Page 1 of 1

Carved and Painted sign for Chiropractor

Posted: Fri Mar 22, 2019 3:59 pm
by BillK
Here is the final product of a sign carved into PVC trim board. The PVC boards take paint very well. Plan your carving well, hold your zero and have a way to relocate the piece and the painting can be relatively easy. Any questions?
20190322_165308075_iOS.jpg

Re: Carved and Painted sign for Chiropractor

Posted: Sat Mar 23, 2019 7:49 am
by OCEdesigns
Very nice! What is the actual size?

Re: Carved and Painted sign for Chiropractor

Posted: Sat Mar 23, 2019 8:35 am
by BillK
Hi! This sign is 16 inches in diameter and is 3/4” thick. It is made from (3) pieces nominal 1x8 trim board edge glued together.

Thanks.

Re: Carved and Painted sign for Chiropractor

Posted: Wed Mar 27, 2019 1:48 pm
by Kayvon
Turned out very sharp. Nice paint job, too, with great contrast.

Re: Carved and Painted sign for Chiropractor

Posted: Thu Mar 28, 2019 5:56 pm
by BillK
Thanks! I think the key was getting the black pretty much perfect. 4 coats flat black brushed on with orbital sanding after coat 3 and 4. Then sprayed flat black. Then 2 coats of sprayed acrylic matte clear finish. The other colors were brushed on acrylics. The white is the natural color of the PVC material.

Re: Carved and Painted sign for Chiropractor

Posted: Wed May 01, 2019 10:38 pm
by Eagle55
What did you use for glue? A wood glue or pvc solvent type glue? Excellent work, but I wouldn’t expect any less from you.

Re: Carved and Painted sign for Chiropractor

Posted: Sat May 04, 2019 9:17 pm
by BillK
Thanks Eagle. I use the white Gorilla glue. Works really well with Azek and PVC trim boards. In the past I used it to fix an error in a PVC board project. Takes paint well.

Re: Carved and Painted sign for Chiropractor

Posted: Mon May 06, 2019 7:20 am
by NL7U
I would be interested to know
1: What program do you use for carving?
2: What bits did you use?
3: Are the letters raised?

I am especially interested in #3 as I am using only Vcarve desktop and see many processes that are not available to me.

Thanks,
NL7U

Re: Carved and Painted sign for Chiropractor

Posted: Mon May 06, 2019 11:26 am
by Kayvon
I'm going to guess at the answers and BillK can tell me where I'm off.

1. VCarve (or Aspire, if that's what he has, but he didn't need any of Aspire's features for this beyond what VCarve already has)
2. Looks like a 1/4" end mill for the cut out and a 90-degree v-bit for the lettering
3. Those are definitely cut letters, rather than raised, but there's no reason you couldn't do raised instead. See VCarve's prism tool.

Re: Carved and Painted sign for Chiropractor

Posted: Mon May 06, 2019 8:06 pm
by BillK
Kayvon wrote:I'm going to guess at the answers and BillK can tell me where I'm off.

1. VCarve (or Aspire, if that's what he has, but he didn't need any of Aspire's features for this beyond what VCarve already has) -Aspire is what I have, but yes, V-carve would be fine for this.


2. Looks like a 1/4" end mill for the cut out and a 90-degree v-bit for the lettering
3. Those are definitely cut letters, rather than raised, but there's no reason you couldn't do raised instead. See VCarve's prism tool.
2 and 3 are generally correct. I actually planned these cuts to make the painting easy. The material is white, so the letters were V-cut through the black. For the center part I did cut outs of the color sections using a 1/4" bit to clear and 1/8" to finish.Then painted two coats of the colors with the outer edges masked off. Back into the shark and used a 1/2" dia cutter to clear and a 1/4" to finish just a shallow pocket that exposed the white for the stick figures. Two coats of clear matte acrylic over. 4 coats of flat black were brushed on, sanded smooth, then 1 sprayed on. So this was actually in and out of the machine 3 times. Once to flatten the three boards that I glued up to make this, out for black paint, in for pocket carving, out for color painting, in for letter cutting and center pocket as above, out for final clear matte.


--- DIRECTIONS FOR THIS TASK ---
What is needed is a word-for-word copy of every record below, minus the pictures.

--- THE RECORDS ---
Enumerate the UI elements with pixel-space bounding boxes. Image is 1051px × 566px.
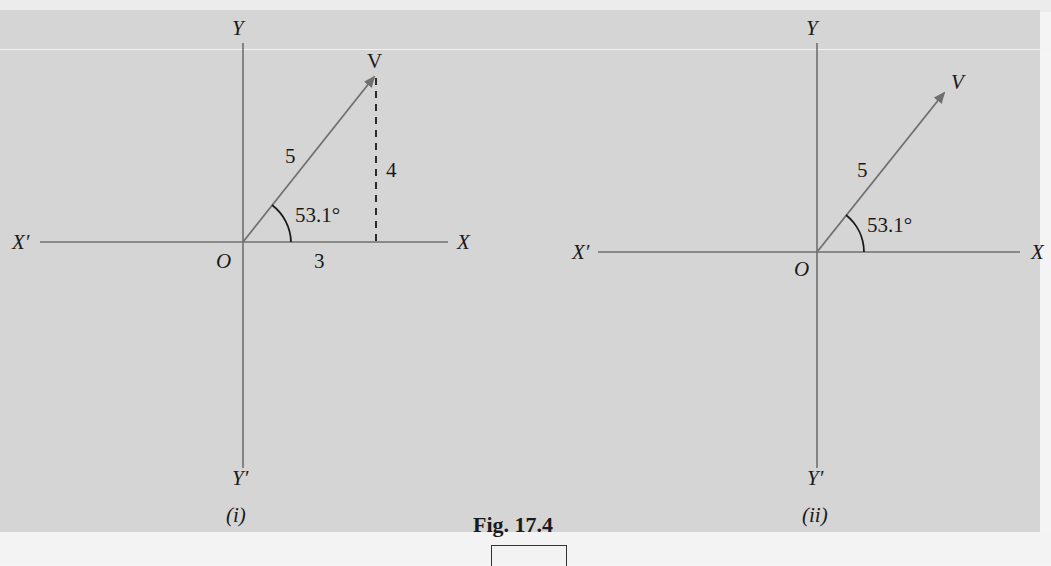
y-axis-label-ii: Y [806,18,818,39]
x-axis-label-ii: X [1031,242,1044,263]
y-axis-label-i: Y [232,18,244,39]
angle-label-i: 53.1° [295,205,340,226]
diagram-i [40,43,448,468]
x-neg-axis-label-i: X′ [12,232,29,253]
angle-arc-i [272,205,291,242]
horizontal-component-label-i: 3 [314,251,325,272]
origin-label-ii: O [794,259,809,280]
y-neg-axis-label-i: Y′ [232,468,248,489]
magnitude-label-ii: 5 [857,160,868,181]
vector-label-ii: V [951,72,964,93]
origin-label-i: O [216,251,231,272]
y-neg-axis-label-ii: Y′ [807,468,823,489]
x-neg-axis-label-ii: X′ [572,242,589,263]
vector-label-i: V [367,51,382,72]
magnitude-label-i: 5 [285,146,296,167]
angle-label-ii: 53.1° [867,215,912,236]
panel-caption-i: (i) [226,505,246,526]
vertical-component-label-i: 4 [386,160,397,181]
x-axis-label-i: X [457,232,470,253]
angle-arc-ii [846,215,864,252]
panel-caption-ii: (ii) [802,505,828,526]
figure-caption: Fig. 17.4 [473,512,553,538]
diagram-ii [598,43,1020,468]
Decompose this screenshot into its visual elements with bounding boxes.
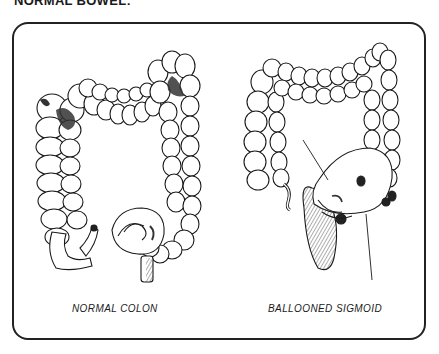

--- COMPLETED EXERCISE ---
Enumerate the UI elements with pixel-space bounding boxes. Image is 1051px × 566px.
y-axis-label-ii: Y [806,18,818,39]
x-axis-label-ii: X [1031,242,1044,263]
y-axis-label-i: Y [232,18,244,39]
angle-label-i: 53.1° [295,205,340,226]
diagram-i [40,43,448,468]
x-neg-axis-label-i: X′ [12,232,29,253]
angle-arc-i [272,205,291,242]
horizontal-component-label-i: 3 [314,251,325,272]
origin-label-ii: O [794,259,809,280]
y-neg-axis-label-i: Y′ [232,468,248,489]
magnitude-label-ii: 5 [857,160,868,181]
vector-label-ii: V [951,72,964,93]
origin-label-i: O [216,251,231,272]
y-neg-axis-label-ii: Y′ [807,468,823,489]
x-neg-axis-label-ii: X′ [572,242,589,263]
vector-label-i: V [367,51,382,72]
magnitude-label-i: 5 [285,146,296,167]
angle-label-ii: 53.1° [867,215,912,236]
panel-caption-i: (i) [226,505,246,526]
vertical-component-label-i: 4 [386,160,397,181]
x-axis-label-i: X [457,232,470,253]
angle-arc-ii [846,215,864,252]
panel-caption-ii: (ii) [802,505,828,526]
figure-caption: Fig. 17.4 [473,512,553,538]
diagram-ii [598,43,1020,468]
Decompose this screenshot into its visual elements with bounding boxes.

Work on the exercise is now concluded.